Roused from a happy dream in which, at last, he and his tribe were receiving their due, the heavy man grunted. Then, as the message sank into his torporous brain, he roared. Without more than shoving his tender flat feet into a pair of old slippers, he took the candle from beside his bed, rushed to the door, and unlocked it. The acrid smell of smoke affronted his nostrils.
"This way, sir! This way! I have the men forming a bucket brigade from the kitchen. The house is out of danger, I am sure. But oh, sir, I fear for your port!"
Thrusting past the heaving bucket brigade, the heavy man made his way into the smoke-filled cellar. There he halted in dismay.
"What, all my port-and my portrait, too!"
By the time Hoare and Thoday had returned across the river and through the nearly deserted London streets to the Golden Cross, it must have gone two o'clock. Hoare had arranged a separate room for his companion, on an upper floor. He would not be troubled, as he had on an earli
er occasion, by the haunting strains of the pocket violin with which, he had learned, the other played himself to sleep.
The next morning, as agreed, they parted, Thoday to commence moling his way about the city's underside, while Hoare made the call on this John Goldthwait whom Sir Hugh Abercrombie was so strangely insistent he meet.
He must cudgel his memory before he recalled who Mr. Goldthwait was. At last, he remembered. A small, lean man with a weary face, he had been among the entourage of Admiral of the Fleet Prince William, Duke of Clarence, when that authentic Royal Duke had attended the trial of Arthur Gladden. If Sir Hugh saw fit to insist that Hoare attend him, Mr. Goldthwait's role on that occasion must have been something other than a mere courtier's. The one time they had met, he had spoken in a most kindly way of the role Hoare had played in the Vantage affair. In fact, Hoare thought, Mr. Goldthwait might well have put a good word in with Sir Hugh, and thus been instrumental in Hoare's miraculous advancement as far as the threshold of post rank.

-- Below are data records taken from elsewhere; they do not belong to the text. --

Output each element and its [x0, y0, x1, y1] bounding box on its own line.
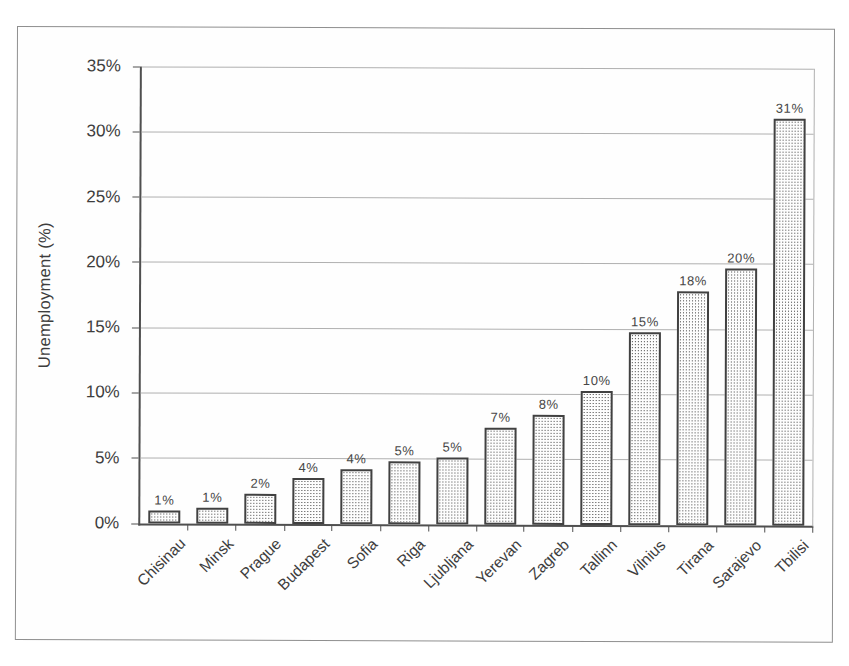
bar-sarajevo: 20% [724, 268, 757, 525]
y-tick-mark-30 [133, 131, 140, 132]
y-tick-label: 15% [86, 317, 120, 337]
x-label-riga: Riga [394, 535, 429, 570]
x-tick-mark [572, 526, 573, 532]
bar-ljubljana: 5% [436, 458, 468, 525]
x-label-zagreb: Zagreb [525, 536, 573, 583]
x-tick-mark [620, 526, 621, 532]
y-tick-mark-5 [131, 458, 138, 459]
y-tick-mark-15 [132, 327, 139, 328]
bar-slot-chisinau: 1% [140, 66, 190, 523]
y-tick-mark-0 [131, 523, 138, 524]
bar-slot-vilnius: 15% [620, 68, 670, 525]
bar-value-label: 8% [539, 397, 559, 412]
bar-value-label: 31% [776, 100, 804, 115]
bar-value-label: 1% [154, 492, 174, 507]
bar-value-label: 4% [298, 460, 318, 475]
bar-yerevan: 7% [484, 428, 516, 525]
bar-slot-tbilisi: 31% [764, 69, 814, 526]
bar-tallinn: 10% [580, 390, 612, 525]
y-tick-mark-35 [133, 66, 140, 67]
x-label-chisinau: Chisinau [134, 535, 189, 590]
bar-value-label: 2% [250, 476, 270, 491]
bar-vilnius: 15% [628, 332, 661, 525]
x-label-ljubljana: Ljubljana [420, 536, 477, 593]
y-tick-label: 5% [95, 448, 120, 468]
scanned-page: Unemployment (%) 35%30%25%20%15%10%5%0% … [0, 0, 849, 666]
bar-prague: 2% [244, 494, 276, 524]
y-tick-label: 35% [87, 56, 121, 76]
bar-slot-zagreb: 8% [524, 68, 574, 525]
x-label-vilnius: Vilnius [624, 536, 669, 581]
bar-value-label: 4% [346, 451, 366, 466]
bar-slot-tirana: 18% [668, 68, 718, 525]
x-tick-mark [380, 525, 381, 531]
bar-value-label: 1% [202, 490, 222, 505]
y-tick-mark-20 [132, 262, 139, 263]
plot-area: 1%1%2%4%4%5%5%7%8%10%15%18%20%31% Chisin… [138, 66, 815, 527]
bar-minsk: 1% [196, 508, 228, 524]
bar-value-label: 10% [583, 372, 611, 387]
x-tick-mark [524, 526, 525, 532]
y-tick-label: 20% [86, 252, 120, 272]
x-tick-mark [812, 527, 813, 533]
bar-value-label: 5% [443, 440, 463, 455]
y-tick-mark-10 [132, 392, 139, 393]
x-label-yerevan: Yerevan [472, 536, 525, 588]
x-tick-mark [764, 527, 765, 533]
x-tick-mark [668, 526, 669, 532]
bars-container: 1%1%2%4%4%5%5%7%8%10%15%18%20%31% [140, 66, 814, 525]
bar-riga: 5% [388, 462, 420, 525]
y-tick-mark-25 [132, 196, 139, 197]
bar-budapest: 4% [292, 478, 324, 524]
bar-slot-minsk: 1% [188, 67, 238, 524]
x-label-prague: Prague [237, 535, 285, 583]
x-label-tallinn: Tallinn [577, 536, 621, 580]
bar-chisinau: 1% [148, 510, 180, 523]
x-axis-area: ChisinauMinskPragueBudapestSofiaRigaLjub… [140, 523, 812, 645]
x-tick-mark [284, 525, 285, 531]
y-axis-tick-labels: 35%30%25%20%15%10%5%0% [16, 66, 130, 523]
bar-slot-tallinn: 10% [572, 68, 622, 525]
bar-value-label: 7% [491, 410, 511, 425]
x-tick-mark [236, 525, 237, 531]
x-label-budapest: Budapest [274, 535, 333, 594]
bar-value-label: 18% [679, 274, 707, 289]
x-tick-mark [332, 525, 333, 531]
x-tick-mark [476, 526, 477, 532]
x-label-sofia: Sofia [343, 535, 381, 573]
bar-slot-prague: 2% [236, 67, 286, 524]
y-tick-label: 25% [86, 187, 120, 207]
x-label-tirana: Tirana [674, 536, 717, 579]
figure-frame: Unemployment (%) 35%30%25%20%15%10%5%0% … [15, 26, 835, 643]
x-label-sarajevo: Sarajevo [709, 537, 765, 593]
bar-value-label: 5% [394, 444, 414, 459]
bar-slot-sarajevo: 20% [716, 68, 766, 525]
bar-value-label: 15% [631, 314, 659, 329]
bar-value-label: 20% [727, 250, 755, 265]
x-tick-mark [188, 525, 189, 531]
y-tick-label: 30% [87, 122, 121, 142]
x-tick-mark [716, 526, 717, 532]
x-label-tbilisi: Tbilisi [772, 537, 813, 578]
bar-slot-riga: 5% [380, 67, 430, 524]
x-label-minsk: Minsk [196, 535, 237, 576]
bar-slot-yerevan: 7% [476, 68, 526, 525]
bar-zagreb: 8% [532, 415, 564, 525]
bar-tbilisi: 31% [772, 118, 805, 525]
bar-slot-ljubljana: 5% [428, 67, 478, 524]
y-tick-label: 0% [95, 513, 120, 533]
bar-tirana: 18% [676, 292, 709, 526]
x-tick-mark [428, 525, 429, 531]
bar-sofia: 4% [340, 469, 372, 524]
bar-slot-sofia: 4% [332, 67, 382, 524]
bar-slot-budapest: 4% [284, 67, 334, 524]
y-tick-label: 10% [86, 383, 120, 403]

When, after following several false trails, he finally came upon 11, Chancery Lane, his gentle raps with the knocker were without result. At last, a frowsy head stuck itself out the upstairs window of an adjoining house and informed him that he was wasting his hammering. Mr. Goldthwait was not in.
"I suppose that manservant of his has taken advantage of his master again and gone off to some boozing ken," the head volunteered.
Hoare ventured to ask the head if it would tell either Mr. Goldthwait or his manservant that Mr. Hoare of the navy had called, and it agreed to do so. Its owner then slammed the window down and left Hoare to do as he pleased. At a loss, Hoare decided he would take his discovery-or Thoday's, rather-to Sir Hugh Abercrombie. The admiral would surely be pleased.
His passage to Whitehall was a difficult one. After Hoare ended up in a warren of alleyways, a kindly passerby told him he had turned the wrong way upon leaving number 11. He should have turned left. Confused and frustrated, he retraced his steps, or at least attempted to do so. He must have taken a wrong turning again, for he found himself at length facing a dignified structure with a dome, which could only be St. Paul's. Far earlier in the day than it should, the sky had begun to darken, for it still wanted a good hour to noon. He suspected that one of the infamous London fogs was about to descend. A heavy wain almost crushed him against a wall, and its driver snarled at him in some unintelligible dialect. He was totally at sea, and he wished it true. He hated London.